Previously we looked at the latest thinking when it comes to stadium audio design, before considering the technical changes required when stadiums are used for non-sports events. Here we look at updates to standards and the continued diversification of stadiums to maximise profits.
While they contemplate the stadiums of the future, operators and their consultants also have plenty of standards-related matters to bear in mind. Compliance with EN54 is a given and has been well documented in Installation over recent years. Next on the horizon is a comprehensive update of BS 7827, which provides recommendations and guidance for the design, specification, maintenance and operation of permanently installed sound systems used for emergency purposes at sports venues.
Roland Hemming, founder/consultant, RH Consulting, has been engaged in the revision project as a committee chair for several years now, and confirms that the updated standard “will have a wider remit and cover all large public buildings, for want of a better term.” In particular, it will offer more explicit guidance on complex evacuation scenarios, such as instances involving “a combination of internal and external areas, which haven’t really been clarified before. There will also be an expanded environmental section and additional guidance on the issue of back-up power.”
The end result, says Hemming, will be a code of practice that brings “clarity to a lot of issues related to more complex projects”. The updated standard – which may be published before the end of 2018 – is also set to incorporate guidance related to counter-terrorism and measures that venues can implement to ensure their audio systems remain effective in a host of possible attack scenarios.
With the first anniversary of the Manchester Arena attack having only just been marked internationally, the need to have extensive planning in place should be at the very top of venue operators’ and consultants’ priority lists. However, Hemming clearly feels there is some complacency about the issue in the wider industry, suggesting that awareness of the latest UK Home Office advice – such as the ‘Guidance to Improve Your Security Stance’ issued last summer – remains minimal.
Not surprisingly, this latest Home Office guidance is likely to inform the relevant sections of the new version of BS 7827, which will address issues such as “how to keep people in or moving around the building [during an attack], or maybe bring them in from the outside.” The effect upon, and utilisation of, staff during such an emergency will also be tackled, along with the steps that should be taken to create an effective risk assessment whenever a new system is established.
“There is a real obligation on consultants to be up to date on these issues, and therefore be in a position to provide [venue operators] with the necessary information. Without that there is a risk that some venues are not well protected at present,” says Hemming.
Smart ‘micro-cities’?
In turn, these very real and pressing challenges may encourage further diversification by stadiums to ensure a minimum of non-event days as operational costs continue to rise. Guillermo Wabi – professional sound application design manager, Bosch Building Technologies, Communications Systems Division, puts it succinctly: “Sports venues cost lots of money to build and maintain, and if they are used just for sport [there may not be sufficient] profits to maintain the cost of operation year-round.”
Expanding upon his vision of the stadium of the future, Wabi envisages the nurturing of “‘smart micro-cities’, built around the stadium and following the evolution of the ‘work, live, play’ lifestyle, all implemented in one interconnected IP-based area.” Extended partnerships with food and beverage outlets, shops and hotels in the surrounding environs are bound to be integral to these ‘smart micro-cities’ that have stadiums as their hub centres.
It’s a tantalising vision, but one that will call for an even more consistent focus on audio quality, not least to convey the commercial messages that will be fundamental to these sites’ financial viability. Therefore, the smartest of the smart venues will be thinking not just about the fan engagement expectations of the next few years, but the likely habitational and behavioural patterns of their customers a decade or more into the future.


Description of the task:
The listing is to be transcribed in full, with its images left out.

Information:
____
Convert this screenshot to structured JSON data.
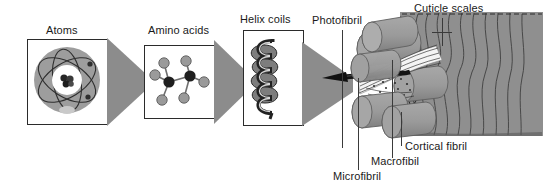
{
  "figure": {
    "title_visible": false,
    "background_color": "#ffffff",
    "panel_border_color": "#2b2b2b",
    "funnel_color": "#8c8c8c",
    "cylinder_color": "#9a9a9a",
    "cuticle_color": "#8f8f8f",
    "text_color": "#1a1a1a"
  },
  "panels": [
    {
      "id": "atoms",
      "label": "Atoms",
      "icon": "atom-orbit-icon"
    },
    {
      "id": "amino-acids",
      "label": "Amino acids",
      "icon": "molecule-ball-stick-icon"
    },
    {
      "id": "helix-coils",
      "label": "Helix coils",
      "icon": "alpha-helix-coil-icon"
    }
  ],
  "connectors": [
    {
      "id": "funnel-atoms-to-amino",
      "icon": "funnel-triangle-icon"
    },
    {
      "id": "funnel-amino-to-helix",
      "icon": "funnel-triangle-icon"
    },
    {
      "id": "funnel-helix-to-fiber",
      "icon": "funnel-triangle-icon"
    }
  ],
  "fiber_labels": [
    {
      "id": "photofibril",
      "label": "Photofibril"
    },
    {
      "id": "cuticle-scales",
      "label": "Cuticle scales"
    },
    {
      "id": "cortical-fibril",
      "label": "Cortical fibril"
    },
    {
      "id": "macrofibil",
      "label": "Macrofibil"
    },
    {
      "id": "microfibril",
      "label": "Microfibril"
    }
  ]
}
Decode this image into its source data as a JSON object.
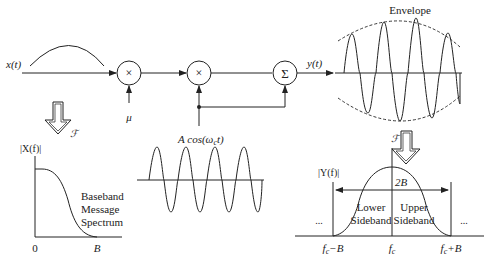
{
  "diagram": {
    "input_label": "x(t)",
    "output_label": "y(t)",
    "mixer1_symbol": "×",
    "mixer2_symbol": "×",
    "summer_symbol": "Σ",
    "mu_label": "μ",
    "carrier_label": "A cos(ω",
    "carrier_sub": "c",
    "carrier_tail": "t)",
    "envelope_label": "Envelope",
    "fourier_label_left": "ℱ",
    "fourier_label_right": "ℱ"
  },
  "baseband_plot": {
    "ylabel": "|X(f)|",
    "x_ticks": [
      "0",
      "B"
    ],
    "caption_lines": [
      "Baseband",
      "Message",
      "Spectrum"
    ]
  },
  "modulated_plot": {
    "ylabel": "|Y(f)|",
    "bandwidth_label": "2B",
    "lower_sideband": [
      "Lower",
      "Sideband"
    ],
    "upper_sideband": [
      "Upper",
      "Sideband"
    ],
    "ellipsis_left": "...",
    "ellipsis_right": "...",
    "x_ticks": [
      "f_c−B",
      "f_c",
      "f_c+B"
    ],
    "tick_fc_minus_b_main": "f",
    "tick_fc_minus_b_sub": "c",
    "tick_fc_minus_b_tail": "−B",
    "tick_fc_main": "f",
    "tick_fc_sub": "c",
    "tick_fc_plus_b_main": "f",
    "tick_fc_plus_b_sub": "c",
    "tick_fc_plus_b_tail": "+B"
  }
}
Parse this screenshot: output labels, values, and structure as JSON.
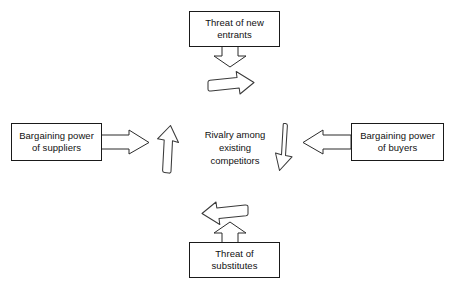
{
  "diagram": {
    "background_color": "#ffffff",
    "line_color": "#2b2b2b",
    "text_color": "#111111",
    "nodes": [
      {
        "id": "threat-of-new-entrants",
        "label": "Threat of new\nentrants",
        "position": "top",
        "boxed": true
      },
      {
        "id": "bargaining-power-of-suppliers",
        "label": "Bargaining power\nof suppliers",
        "position": "left",
        "boxed": true
      },
      {
        "id": "rivalry-among-existing-competitors",
        "label": "Rivalry among\nexisting\ncompetitors",
        "position": "center",
        "boxed": false
      },
      {
        "id": "bargaining-power-of-buyers",
        "label": "Bargaining power\nof buyers",
        "position": "right",
        "boxed": true
      },
      {
        "id": "threat-of-substitutes",
        "label": "Threat of\nsubstitutes",
        "position": "bottom",
        "boxed": true
      }
    ],
    "arrows": [
      {
        "id": "arrow-top-down",
        "style": "block",
        "direction": "down",
        "from": "threat-of-new-entrants",
        "to": "rivalry-among-existing-competitors"
      },
      {
        "id": "arrow-top-sketch",
        "style": "sketch",
        "direction": "right",
        "near": "threat-of-new-entrants"
      },
      {
        "id": "arrow-left-right",
        "style": "block",
        "direction": "right",
        "from": "bargaining-power-of-suppliers",
        "to": "rivalry-among-existing-competitors"
      },
      {
        "id": "arrow-left-sketch",
        "style": "sketch",
        "direction": "up",
        "near": "rivalry-among-existing-competitors"
      },
      {
        "id": "arrow-right-left",
        "style": "block",
        "direction": "left",
        "from": "bargaining-power-of-buyers",
        "to": "rivalry-among-existing-competitors"
      },
      {
        "id": "arrow-right-sketch",
        "style": "sketch",
        "direction": "down",
        "near": "rivalry-among-existing-competitors"
      },
      {
        "id": "arrow-bottom-up",
        "style": "block",
        "direction": "up",
        "from": "threat-of-substitutes",
        "to": "rivalry-among-existing-competitors"
      },
      {
        "id": "arrow-bottom-sketch",
        "style": "sketch",
        "direction": "left",
        "near": "threat-of-substitutes"
      }
    ]
  }
}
____
Completed exercise:
Convert this screenshot to structured JSON data.
{
  "figure": {
    "title_visible": false,
    "background_color": "#ffffff",
    "panel_border_color": "#2b2b2b",
    "funnel_color": "#8c8c8c",
    "cylinder_color": "#9a9a9a",
    "cuticle_color": "#8f8f8f",
    "text_color": "#1a1a1a"
  },
  "panels": [
    {
      "id": "atoms",
      "label": "Atoms",
      "icon": "atom-orbit-icon"
    },
    {
      "id": "amino-acids",
      "label": "Amino acids",
      "icon": "molecule-ball-stick-icon"
    },
    {
      "id": "helix-coils",
      "label": "Helix coils",
      "icon": "alpha-helix-coil-icon"
    }
  ],
  "connectors": [
    {
      "id": "funnel-atoms-to-amino",
      "icon": "funnel-triangle-icon"
    },
    {
      "id": "funnel-amino-to-helix",
      "icon": "funnel-triangle-icon"
    },
    {
      "id": "funnel-helix-to-fiber",
      "icon": "funnel-triangle-icon"
    }
  ],
  "fiber_labels": [
    {
      "id": "photofibril",
      "label": "Photofibril"
    },
    {
      "id": "cuticle-scales",
      "label": "Cuticle scales"
    },
    {
      "id": "cortical-fibril",
      "label": "Cortical fibril"
    },
    {
      "id": "macrofibil",
      "label": "Macrofibil"
    },
    {
      "id": "microfibril",
      "label": "Microfibril"
    }
  ]
}
Decode this image into its source data as a JSON object.
{
  "diagram": {
    "input_label": "x(t)",
    "output_label": "y(t)",
    "mixer1_symbol": "×",
    "mixer2_symbol": "×",
    "summer_symbol": "Σ",
    "mu_label": "μ",
    "carrier_label": "A cos(ω",
    "carrier_sub": "c",
    "carrier_tail": "t)",
    "envelope_label": "Envelope",
    "fourier_label_left": "ℱ",
    "fourier_label_right": "ℱ"
  },
  "baseband_plot": {
    "ylabel": "|X(f)|",
    "x_ticks": [
      "0",
      "B"
    ],
    "caption_lines": [
      "Baseband",
      "Message",
      "Spectrum"
    ]
  },
  "modulated_plot": {
    "ylabel": "|Y(f)|",
    "bandwidth_label": "2B",
    "lower_sideband": [
      "Lower",
      "Sideband"
    ],
    "upper_sideband": [
      "Upper",
      "Sideband"
    ],
    "ellipsis_left": "...",
    "ellipsis_right": "...",
    "x_ticks": [
      "f_c−B",
      "f_c",
      "f_c+B"
    ],
    "tick_fc_minus_b_main": "f",
    "tick_fc_minus_b_sub": "c",
    "tick_fc_minus_b_tail": "−B",
    "tick_fc_main": "f",
    "tick_fc_sub": "c",
    "tick_fc_plus_b_main": "f",
    "tick_fc_plus_b_sub": "c",
    "tick_fc_plus_b_tail": "+B"
  }
}
Parse this screenshot: output labels, values, and structure as JSON.
{
  "diagram": {
    "background_color": "#ffffff",
    "line_color": "#2b2b2b",
    "text_color": "#111111",
    "nodes": [
      {
        "id": "threat-of-new-entrants",
        "label": "Threat of new\nentrants",
        "position": "top",
        "boxed": true
      },
      {
        "id": "bargaining-power-of-suppliers",
        "label": "Bargaining power\nof suppliers",
        "position": "left",
        "boxed": true
      },
      {
        "id": "rivalry-among-existing-competitors",
        "label": "Rivalry among\nexisting\ncompetitors",
        "position": "center",
        "boxed": false
      },
      {
        "id": "bargaining-power-of-buyers",
        "label": "Bargaining power\nof buyers",
        "position": "right",
        "boxed": true
      },
      {
        "id": "threat-of-substitutes",
        "label": "Threat of\nsubstitutes",
        "position": "bottom",
        "boxed": true
      }
    ],
    "arrows": [
      {
        "id": "arrow-top-down",
        "style": "block",
        "direction": "down",
        "from": "threat-of-new-entrants",
        "to": "rivalry-among-existing-competitors"
      },
      {
        "id": "arrow-top-sketch",
        "style": "sketch",
        "direction": "right",
        "near": "threat-of-new-entrants"
      },
      {
        "id": "arrow-left-right",
        "style": "block",
        "direction": "right",
        "from": "bargaining-power-of-suppliers",
        "to": "rivalry-among-existing-competitors"
      },
      {
        "id": "arrow-left-sketch",
        "style": "sketch",
        "direction": "up",
        "near": "rivalry-among-existing-competitors"
      },
      {
        "id": "arrow-right-left",
        "style": "block",
        "direction": "left",
        "from": "bargaining-power-of-buyers",
        "to": "rivalry-among-existing-competitors"
      },
      {
        "id": "arrow-right-sketch",
        "style": "sketch",
        "direction": "down",
        "near": "rivalry-among-existing-competitors"
      },
      {
        "id": "arrow-bottom-up",
        "style": "block",
        "direction": "up",
        "from": "threat-of-substitutes",
        "to": "rivalry-among-existing-competitors"
      },
      {
        "id": "arrow-bottom-sketch",
        "style": "sketch",
        "direction": "left",
        "near": "threat-of-substitutes"
      }
    ]
  }
}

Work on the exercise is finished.